In re HUMESTON.
PEIRSON et al.
v.
PARIS.
Circuit Court of Appeals, Second Circuit.
*188 Merle Lewis Sheffer, of Rochester, N. Y., for appellants.
Walter A. Swan, of Rochester, N. Y., for appellee.
Before L. HAND, SWAN, and AUGUSTUS N. HAND, Circuit Judges.
L. HAND, Circuit Judge.
Humeston, the bankrupt, who had given the petitioners a mortgage on land owned by him and his wife as tenants by the entirety, was adjudicated on November 1, 1933, and Paris was appointed his trustee. Paris sold all the personalty at once and entered upon the land, leased it and collected the rents, the mortgagees doing nothing to assert their claims. It was twice sold for taxes due before November 1, 1933, and other taxes accrued upon it during the trustee's occupation which he did not pay. Finally on April 1, 1935, Paris cancelled the fire insurance which he had taken out on the house, and decided to abandon the property because there was no possible equity, and to close the estate. He prepared and filed his account as of April 30, 1935, and on May 9th, gave notice to creditors of a final meeting on May twenty-first, at which they were to consider whether to pass the account, to abandon the property and to declare a dividend. The mortgagees appeared at the meeting and filed the petition now at bar, claiming the rents collected in spite of the fact that they had not attempted to foreclose, or to get the rents sequestered in their favor, and that the mortgage did not even assign the rents. The referee dismissed this petition, and although apparently no creditor objected, refused to allow the trustee to abandon the property, and ordered him to sell it subject to all liens. The appeals are from these two orders.
We held in Re Brose,
As to the supposed abandonment, the trustee never even proposed to abandon the property without the consent of the creditors at the final meeting; and although we are told that no creditor objected, the referee refused to consent. His order was necessary, for the court has the final word. In re Conemaugh Coal Mining Corporation (D.C.)
However, they were entitled to some relief. Such taxes as fell due during the period of the trustee's occupation were part of the expenses of that occupation and should be borne by the estate. Michigan v. Michigan Trust Co.,
We cannot see by what warrant the mortgagees challenge the sale of the equity. It is true that they are general creditors as well as lienors, but as creditors they can have no interest in preventing a sale; and as mortgagees it cannot affect their remedies in any way whatever.
Order denying the motion for payment of rents modified as above; appeal dismissed from order directing sale.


**Work order:** Collect all lines from the records below that include the word "marker".

**Given data:**
........

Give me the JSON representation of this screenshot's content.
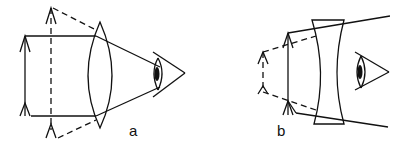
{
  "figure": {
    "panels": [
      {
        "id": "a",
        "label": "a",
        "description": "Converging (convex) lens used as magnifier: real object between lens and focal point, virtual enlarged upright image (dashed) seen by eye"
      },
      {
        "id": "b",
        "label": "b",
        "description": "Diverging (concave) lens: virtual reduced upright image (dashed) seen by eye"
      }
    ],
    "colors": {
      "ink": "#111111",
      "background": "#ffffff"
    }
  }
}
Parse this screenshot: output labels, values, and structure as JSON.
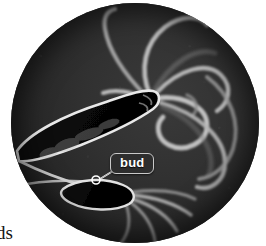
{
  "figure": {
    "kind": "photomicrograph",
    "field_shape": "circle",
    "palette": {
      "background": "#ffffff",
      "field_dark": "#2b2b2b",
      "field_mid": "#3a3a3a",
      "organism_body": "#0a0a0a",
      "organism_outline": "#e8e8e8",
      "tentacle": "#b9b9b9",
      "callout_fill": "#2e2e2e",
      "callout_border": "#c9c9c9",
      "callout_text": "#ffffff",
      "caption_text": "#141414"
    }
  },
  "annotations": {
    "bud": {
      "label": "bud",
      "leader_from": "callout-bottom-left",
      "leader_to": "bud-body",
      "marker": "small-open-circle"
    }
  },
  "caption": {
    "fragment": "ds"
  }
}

........

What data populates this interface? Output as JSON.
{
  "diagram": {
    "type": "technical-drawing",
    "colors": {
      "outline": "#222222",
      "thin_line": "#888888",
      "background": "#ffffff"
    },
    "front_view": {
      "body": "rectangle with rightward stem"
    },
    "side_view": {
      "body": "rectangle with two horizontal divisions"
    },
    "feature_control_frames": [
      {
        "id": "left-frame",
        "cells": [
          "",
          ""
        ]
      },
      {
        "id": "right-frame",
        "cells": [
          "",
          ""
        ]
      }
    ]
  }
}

........

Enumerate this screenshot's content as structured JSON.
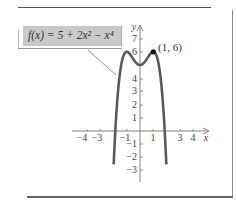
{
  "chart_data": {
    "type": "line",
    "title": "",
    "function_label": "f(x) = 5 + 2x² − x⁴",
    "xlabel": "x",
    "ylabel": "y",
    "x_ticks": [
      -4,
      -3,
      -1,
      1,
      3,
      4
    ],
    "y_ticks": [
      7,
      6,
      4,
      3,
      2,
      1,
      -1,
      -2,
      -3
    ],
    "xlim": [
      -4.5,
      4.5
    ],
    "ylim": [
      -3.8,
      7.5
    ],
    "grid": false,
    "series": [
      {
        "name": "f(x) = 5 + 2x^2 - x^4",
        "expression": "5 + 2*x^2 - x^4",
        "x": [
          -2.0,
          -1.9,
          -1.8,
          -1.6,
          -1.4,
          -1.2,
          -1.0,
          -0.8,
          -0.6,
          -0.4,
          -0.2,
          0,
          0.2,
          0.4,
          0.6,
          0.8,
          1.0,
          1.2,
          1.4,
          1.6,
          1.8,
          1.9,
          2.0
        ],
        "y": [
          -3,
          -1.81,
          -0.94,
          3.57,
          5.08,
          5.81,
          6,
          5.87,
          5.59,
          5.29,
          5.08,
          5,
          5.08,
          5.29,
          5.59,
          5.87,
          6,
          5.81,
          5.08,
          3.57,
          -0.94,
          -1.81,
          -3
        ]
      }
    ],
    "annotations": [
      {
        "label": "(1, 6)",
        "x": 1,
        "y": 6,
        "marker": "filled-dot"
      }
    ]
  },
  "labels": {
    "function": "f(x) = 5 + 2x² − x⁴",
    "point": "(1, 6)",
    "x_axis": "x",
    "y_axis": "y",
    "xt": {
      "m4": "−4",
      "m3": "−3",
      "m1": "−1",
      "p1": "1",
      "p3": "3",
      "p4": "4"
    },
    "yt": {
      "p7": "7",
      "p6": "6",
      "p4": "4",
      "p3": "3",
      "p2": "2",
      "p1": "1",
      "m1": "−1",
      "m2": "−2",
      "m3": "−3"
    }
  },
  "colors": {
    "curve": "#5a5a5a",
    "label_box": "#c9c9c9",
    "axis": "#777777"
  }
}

........

**Solution:**
      "marker": "small-open-circle"
        "marker": "filled-dot"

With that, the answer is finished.